[ppml] Reducing unnecessary BGP announcements, was: Re: IPv4 address and routing slot markets
Iljitsch van Beijnum
iljitsch at muada.com
Mon Oct 29 17:37:14 EDT 2007
On 29 okt 2007, at 19:34, Ted Mittelstaedt wrote:
>> This will generate a lot of pressure on the worst offenders to do
>> better.
> I don't think so. De facto standards on the Internet tend to be
> driven by
> the biggest networks with the deepest pockets.
Well, if this is going to be the small guys against the big ones I
wouldn't want to be in the shoes of the small guys. But it hurts the
big ones too, so I don't see any reason except inertia that at least a
few of them wouldn't want to get on board with something like this,
unless they like the idea of an upgrade cycle and think they can
afford more expensive routers that their competitors.

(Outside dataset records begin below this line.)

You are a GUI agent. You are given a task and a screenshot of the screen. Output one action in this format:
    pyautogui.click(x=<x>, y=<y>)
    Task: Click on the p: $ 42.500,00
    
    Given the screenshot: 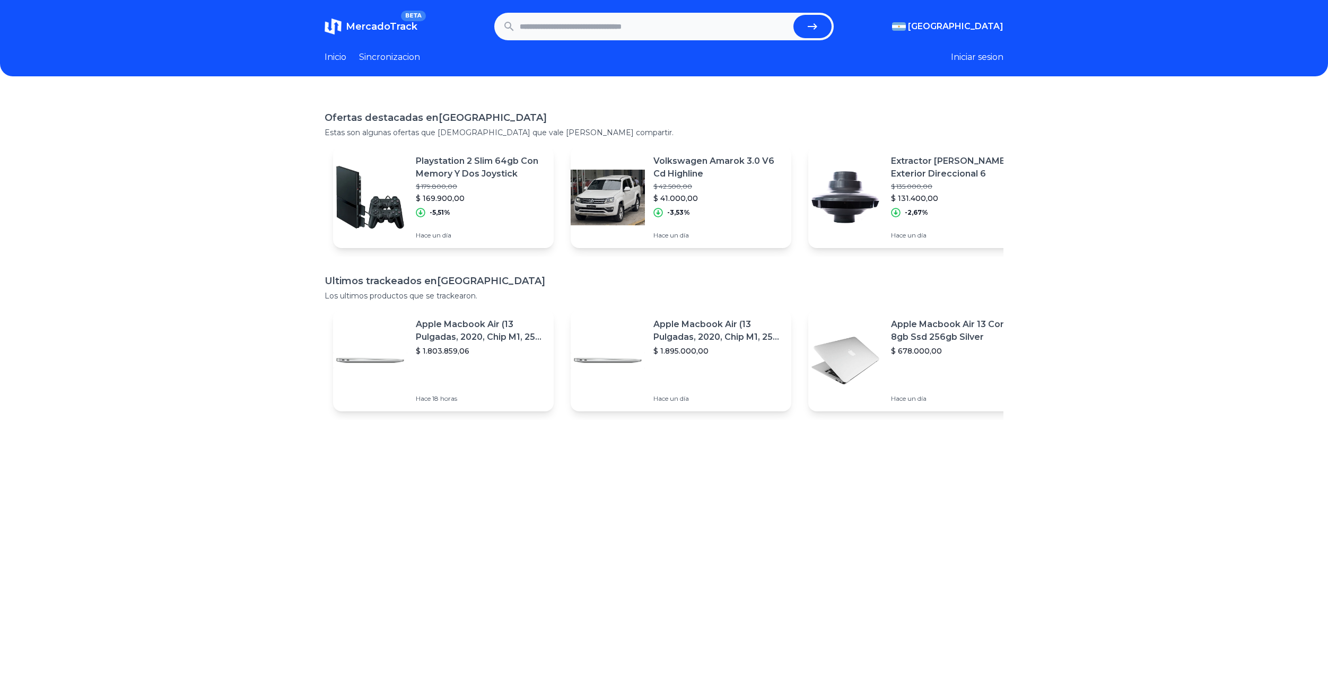 What is the action you would take?
    pyautogui.click(x=718, y=187)
     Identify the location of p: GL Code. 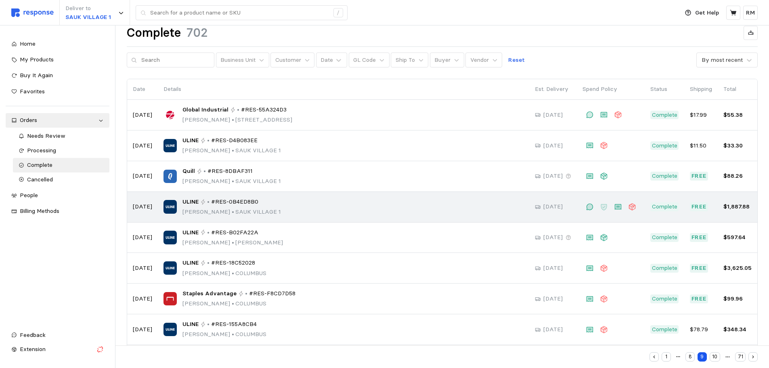
(365, 60).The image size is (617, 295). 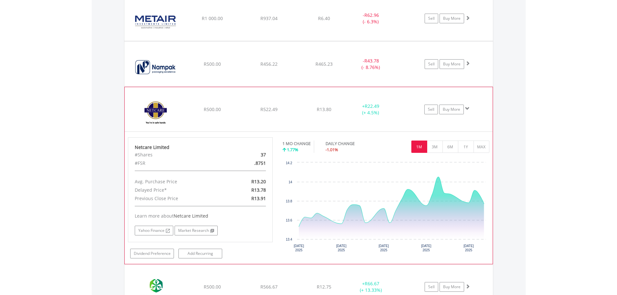 I want to click on div: Learn more about, so click(x=200, y=216).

> For example, take e-mail
> SPF records. Until AOL started blocking multiple pieces of mail from
> mailservers that didn't have an SPF, nobody really paid attention to
> SPF.
> Once AOL started doing that, a whole bunch of ISPs out there suddenly
> put SPF records into their DNS.
There are many differences. With SPF records you can't easily see how
many people use them. Also, SPF was something new, not the failure to
do something that everyone thinks is reasonable in the first place.